I was wrong.
As early as the fall of 2016, and especially as doubts mounted about the new Trump administration's national security vulnerabilities, I increasingly was blocked from speaking on the issues about which I could offer real expertise: Russian affairs and our intelligence community. I did not hide my views at Fox and, as word spread that I would not unswervingly support President Donald Trump and, worse, that I believed an investigation into Russian interference was essential to our national security, I was excluded from segments that touched on Vladimir Putin's possible influence on an American president, his campaign or his administration.
I was the one person on the Fox payroll who, trained in Russian studies and the Russian language, had been face to face with Russian intelligence officers in the Kremlin and in far-flung provinces. I have traveled widely in and written extensively about the region. Yet I could only rarely and briefly comment on the paramount security question of our time: whether Putin and his security services ensnared the man who would become our president. Trump's behavior patterns and evident weaknesses (financial entanglements, lack of self-control and sense of sexual entitlement) would have made him an ideal blackmail target - and the Russian security apparatus plays a long game.
As indictments piled up, though, I could not even discuss the mechanics of how the Russians work on either Fox News or Fox Business. (Asked by a Washington Post editor for a comment, Fox's public relations department sent this statement: "There is no truth to the notion that Ralph Peters was 'blocked' from appearing on the network to talk about the major headlines, including discussing Russia, North Korea and even gun control recently. In fact, he appeared across both networks multiple times in just the past three weeks.")
All Americans, whatever their politics, should want to know, with certainty, whether a hostile power has our president and those close to him in thrall. This isn't about party but about our security at the most profound level. Every so often, I could work in a comment on the air, but even the best-disposed hosts were wary of transgressing the party line.
Fox never tried to put words in my mouth, nor was I told explicitly that I was taboo on Trump-Putin matters. I simply was no longer called on for topics central to my expertise. I was relegated to Groundhog Day analysis of North Korea and the Middle East, or to Russia-related news that didn't touch the administration. Listening to political hacks with no knowledge of things Russian tell the vast Fox audience that the special counsel's investigation was a "witch hunt," while I could not respond, became too much to bear. There is indeed a witch hunt, and it's led by Fox against Robert Mueller.
The cascade of revelations about the Russia-related crimes of Trump associates was dismissed, adamantly, as "fake news" by prime-time hosts who themselves generate fake news blithely.
Then there was Fox's assault on our intelligence community - in which I had served, from the dirty-boots tactical level to strategic work in the Pentagon (with forays that stretched from Russia through Pakistan to Burma and Bolivia and elsewhere). Opportunities to explain how the system actually works, how stringent the safeguards are and that intelligence personnel are responsible public servants - sometimes heroes - dried up after an on-air confrontation shortly before Trump's inauguration with a popular (and populist) host, Lou Dobbs.
Dobbs has no experience with the intelligence system. Yet he ranted about its reputed assaults on our privacy and other alleged misdeeds (if you want to know who spies on you, it's the FGA - Facebook, Google and Amazon - not the NSA). When I insisted that the men and women who work in our intelligence agencies are patriots who keep us safe, the host reddened and demanded, "Patriotism is the last refuge of the - you fill in the blank." As I sought to explain that, no, the NSA isn't listening to our pillow talk, Dobbs kept repeating, "Patriotism is the last refuge of the - fill in the blank."
Because I'd had a long, positive history with Dobbs, I refrained from replying: "Patriotism is the last refuge of the talk-show host."
I became a disgruntled employee, limited to topics on which I agreed with the Trump administration, such as loosened targeting restrictions on terrorists and a tough line with North Korea. Over the past few months, it reached the point where I hated walking into the Fox studio. Friends and family encouraged me to leave, convinced that I embarrassed myself by remaining with the network (to be fair, I'm perfectly capable of embarrassing myself without assistance from Fox).
During my 10 years at Fox News and Fox Business, I did my best to be a forthright voice. I angered left and right. I criticized President Barack Obama fiercely (one infelicity resulted in a two-week suspension), but I also argued for sensible gun-control measures and environmental protections. I made mistakes, but they were honest mistakes. I took the opportunity to speak to millions of Americans seriously and - still that earnest young second lieutenant to some degree - could not imagine lying to them.
With my Soviet-studies background, the cult of Trump unnerves me. For our society's health, no one, not even a president, can be above criticism - or the law.
I must stress that there are many honorable and talented professionals at the Fox channels, superb reporters, some gutsy hosts, and adept technicians and staff. But Trump idolaters and the merrily hypocritical prime-time hosts are destroying the network - no matter how profitable it may remain.
The day my memo leaked, a journalist asked me how I felt. Usually quick with a reply, I struggled, amid a cyclone of emotions, to think of the right words. After perhaps 30 seconds of silence, I said, "Free."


Nothing in the data may change. Copy all of it exactly.

--- Data records ---

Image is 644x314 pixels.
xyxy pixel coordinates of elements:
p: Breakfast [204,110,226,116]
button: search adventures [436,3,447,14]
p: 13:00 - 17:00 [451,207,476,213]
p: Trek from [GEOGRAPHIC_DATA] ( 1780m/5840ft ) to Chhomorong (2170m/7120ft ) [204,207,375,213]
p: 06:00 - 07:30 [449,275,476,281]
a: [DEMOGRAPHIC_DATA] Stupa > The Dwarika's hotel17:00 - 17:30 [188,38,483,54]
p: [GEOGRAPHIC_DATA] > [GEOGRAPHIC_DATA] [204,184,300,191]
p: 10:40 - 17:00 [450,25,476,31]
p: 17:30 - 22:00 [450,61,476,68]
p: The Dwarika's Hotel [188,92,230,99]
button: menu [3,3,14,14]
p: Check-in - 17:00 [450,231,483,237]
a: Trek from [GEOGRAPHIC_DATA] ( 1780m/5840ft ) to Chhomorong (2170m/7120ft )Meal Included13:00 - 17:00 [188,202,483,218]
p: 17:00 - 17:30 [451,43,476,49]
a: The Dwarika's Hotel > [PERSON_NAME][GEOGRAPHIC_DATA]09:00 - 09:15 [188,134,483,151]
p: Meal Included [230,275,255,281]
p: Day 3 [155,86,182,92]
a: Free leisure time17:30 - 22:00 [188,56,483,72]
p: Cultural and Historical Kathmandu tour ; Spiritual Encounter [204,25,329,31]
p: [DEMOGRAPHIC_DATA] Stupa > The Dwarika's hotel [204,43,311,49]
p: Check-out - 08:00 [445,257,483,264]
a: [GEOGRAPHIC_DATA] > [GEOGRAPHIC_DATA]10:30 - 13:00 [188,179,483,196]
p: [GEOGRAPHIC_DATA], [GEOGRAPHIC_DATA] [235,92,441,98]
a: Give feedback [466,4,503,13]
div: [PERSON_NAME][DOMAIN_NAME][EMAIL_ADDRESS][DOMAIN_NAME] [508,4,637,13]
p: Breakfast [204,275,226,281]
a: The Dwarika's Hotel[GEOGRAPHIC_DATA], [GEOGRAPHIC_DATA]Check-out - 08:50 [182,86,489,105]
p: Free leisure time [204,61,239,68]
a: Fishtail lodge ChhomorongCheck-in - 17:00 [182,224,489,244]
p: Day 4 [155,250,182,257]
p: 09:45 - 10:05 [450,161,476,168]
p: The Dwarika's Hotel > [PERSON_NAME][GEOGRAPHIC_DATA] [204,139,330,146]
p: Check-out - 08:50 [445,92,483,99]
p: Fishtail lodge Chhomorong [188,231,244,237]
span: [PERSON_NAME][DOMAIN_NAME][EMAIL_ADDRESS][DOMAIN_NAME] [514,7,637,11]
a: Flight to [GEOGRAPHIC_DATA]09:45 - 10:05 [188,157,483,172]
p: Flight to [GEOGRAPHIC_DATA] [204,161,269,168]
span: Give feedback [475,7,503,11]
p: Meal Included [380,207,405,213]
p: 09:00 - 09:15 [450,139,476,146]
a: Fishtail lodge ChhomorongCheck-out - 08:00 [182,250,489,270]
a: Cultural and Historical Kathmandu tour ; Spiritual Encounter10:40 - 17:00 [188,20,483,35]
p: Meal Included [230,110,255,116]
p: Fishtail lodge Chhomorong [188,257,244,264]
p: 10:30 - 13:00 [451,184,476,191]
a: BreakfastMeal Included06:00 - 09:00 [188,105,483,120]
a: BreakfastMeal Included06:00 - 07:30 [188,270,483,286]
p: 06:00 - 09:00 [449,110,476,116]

---

*Reply to the task*
Image is 644x314 pixels.
xyxy pixel coordinates of elements:
p: Breakfast [204,110,226,116]
button: search adventures [436,3,447,14]
p: 13:00 - 17:00 [451,207,476,213]
p: Trek from [GEOGRAPHIC_DATA] ( 1780m/5840ft ) to Chhomorong (2170m/7120ft ) [204,207,375,213]
p: 06:00 - 07:30 [449,275,476,281]
a: [DEMOGRAPHIC_DATA] Stupa > The Dwarika's hotel17:00 - 17:30 [188,38,483,54]
p: [GEOGRAPHIC_DATA] > [GEOGRAPHIC_DATA] [204,184,300,191]
p: 10:40 - 17:00 [450,25,476,31]
p: 17:30 - 22:00 [450,61,476,68]
p: The Dwarika's Hotel [188,92,230,99]
button: menu [3,3,14,14]
p: Check-in - 17:00 [450,231,483,237]
a: Trek from [GEOGRAPHIC_DATA] ( 1780m/5840ft ) to Chhomorong (2170m/7120ft )Meal Included13:00 - 17:00 [188,202,483,218]
p: 17:00 - 17:30 [451,43,476,49]
a: The Dwarika's Hotel > [PERSON_NAME][GEOGRAPHIC_DATA]09:00 - 09:15 [188,134,483,151]
p: Meal Included [230,275,255,281]
p: Day 3 [155,86,182,92]
a: Free leisure time17:30 - 22:00 [188,56,483,72]
p: Cultural and Historical Kathmandu tour ; Spiritual Encounter [204,25,329,31]
p: [DEMOGRAPHIC_DATA] Stupa > The Dwarika's hotel [204,43,311,49]
p: Check-out - 08:00 [445,257,483,264]
a: [GEOGRAPHIC_DATA] > [GEOGRAPHIC_DATA]10:30 - 13:00 [188,179,483,196]
p: [GEOGRAPHIC_DATA], [GEOGRAPHIC_DATA] [235,92,441,98]
a: Give feedback [466,4,503,13]
div: [PERSON_NAME][DOMAIN_NAME][EMAIL_ADDRESS][DOMAIN_NAME] [508,4,637,13]
p: Breakfast [204,275,226,281]
a: The Dwarika's Hotel[GEOGRAPHIC_DATA], [GEOGRAPHIC_DATA]Check-out - 08:50 [182,86,489,105]
p: Free leisure time [204,61,239,68]
a: Fishtail lodge ChhomorongCheck-in - 17:00 [182,224,489,244]
p: Day 4 [155,250,182,257]
p: 09:45 - 10:05 [450,161,476,168]
p: The Dwarika's Hotel > [PERSON_NAME][GEOGRAPHIC_DATA] [204,139,330,146]
p: Check-out - 08:50 [445,92,483,99]
p: Fishtail lodge Chhomorong [188,231,244,237]
span: [PERSON_NAME][DOMAIN_NAME][EMAIL_ADDRESS][DOMAIN_NAME] [514,7,637,11]
a: Flight to [GEOGRAPHIC_DATA]09:45 - 10:05 [188,157,483,172]
p: Flight to [GEOGRAPHIC_DATA] [204,161,269,168]
span: Give feedback [475,7,503,11]
p: Meal Included [380,207,405,213]
p: 09:00 - 09:15 [450,139,476,146]
a: Fishtail lodge ChhomorongCheck-out - 08:00 [182,250,489,270]
a: Cultural and Historical Kathmandu tour ; Spiritual Encounter10:40 - 17:00 [188,20,483,35]
p: Meal Included [230,110,255,116]
p: Fishtail lodge Chhomorong [188,257,244,264]
p: 10:30 - 13:00 [451,184,476,191]
a: BreakfastMeal Included06:00 - 09:00 [188,105,483,120]
a: BreakfastMeal Included06:00 - 07:30 [188,270,483,286]
p: 06:00 - 09:00 [449,110,476,116]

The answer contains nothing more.